CII Diploma·R02 · R02: Investment Principles and Risk·UnitR02 · Unit 07Access: Premium
Investment Performance Analysis
Prepare for Investment Performance Analysis with CII Diploma practice questions covering 1 topics. Part of R02: Investment Principles and Risk — build your knowledge and track your progress with CII Prep.
What’s in it.
1 topic- Topic 01
Investment Performance Analysis
90 questions
Sample questions
3 of manyA few questions from this unit, with the answer and a full explanation. The complete bank is available when you start practising.
Why is duration always less than or equal to maturity for a coupon-paying bond?
- Because coupons reduce the present value of the redemption payment, making the maturity date irrelevant
- Because coupon payments are received before maturity, pulling the weighted average time of all cash flows earlier than the final maturity dateCorrect answer
- Because duration measures uncertainty rather than time, and uncertainty is typically lower than the remaining time period
- Because the bond's yield reduces the effective number of years the investor is exposed to price risk
ExplanationMacaulay duration is the weighted average time to receive all cash flows from a bond. For a coupon bond, cash flows arrive at each coupon payment date (typically semi-annually or annually) before the final redemption at maturity. The coupon payments received in early periods 'pull' the weighted average time forward, making duration shorter than maturity. Only a zero coupon bond (with one single cash flow at maturity) has duration equal to maturity. The higher the coupon rate, the more cash is received early, and the shorter the duration relative to maturity.
A callable bond is priced at £98 with a call price of £100. Yields fall by 2%. A standard bond of identical maturity and coupon rises to £104. What is the approximate price of the callable bond?
- £104, because the yield decline applies equally to callable and non-callable bonds
- £96, because the callable feature reduces the bond's value when rates fall
- Approximately £100, because the call price creates a ceiling; the bond is unlikely to trade significantly above £100 as the issuer will call itCorrect answer
- £102, because the callable bond captures half the price gain of the equivalent non-callable bond
ExplanationWhen a callable bond's price approaches its call price, market participants anticipate the issuer will exercise the call option to refinance at lower rates. The bond's price is therefore limited to approximately the call price (plus any accrued interest). Even though the equivalent non-callable bond would trade at £104 following the yield decline, the callable bond trades near £100 — this price compression relative to the non-callable bond is the economic manifestation of negative convexity. The investor bears the reinvestment risk when the call is exercised.
A pension fund has consistently beaten its peer group benchmark by 1% per annum. The trustee proposes to switch to a liability benchmark. How might this change the apparent performance outcome?
- The trustee would need to maintain both benchmarks and report the better result to members under FCA COBS 14 requirements
- The liability benchmark shows better performance than a peer group benchmark because liabilities grow more slowly than equity markets over the long term
- If liabilities have grown faster than the portfolio (e.g., due to falling interest rates), switching to a liability benchmark could show negative performance even though the fund beat its peer groupCorrect answer
- Switching to a liability benchmark would make no difference because all benchmark types produce the same relative performance ranking for the same portfolio
ExplanationThe two benchmarks measure fundamentally different things. A peer group benchmark asks: 'did we do better than similar funds?' A liability benchmark asks: 'did the assets keep pace with the liabilities?' If interest rates have fallen sharply, liabilities may have grown by 15% while the portfolio returned 10% — good relative to peers, but bad relative to liabilities (funded status has deteriorated). For a DB scheme, the liability benchmark is the more economically meaningful measure of whether the scheme is meeting its obligations to members.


From the first line to the last, print the material exactly, skipping the pictures.

Excerpted data:
☆ ☆ ☆ ☆ ☆
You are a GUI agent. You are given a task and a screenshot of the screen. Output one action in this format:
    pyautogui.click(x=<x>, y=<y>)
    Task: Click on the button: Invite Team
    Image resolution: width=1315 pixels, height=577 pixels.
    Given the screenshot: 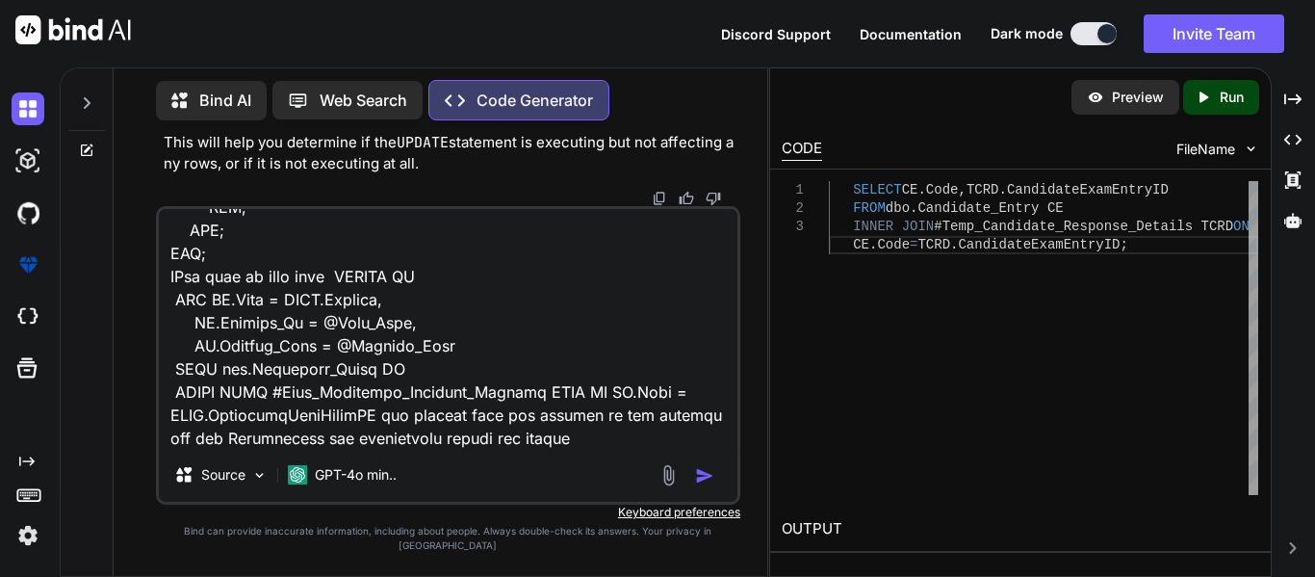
☆ ☆ ☆ ☆ ☆
Output for this task:
You are a GUI agent. You are given a task and a screenshot of the screen. Output one action in this format:
    pyautogui.click(x=<x>, y=<y>)
    Task: Click on the button: Invite Team
    Image resolution: width=1315 pixels, height=577 pixels.
    Given the screenshot: 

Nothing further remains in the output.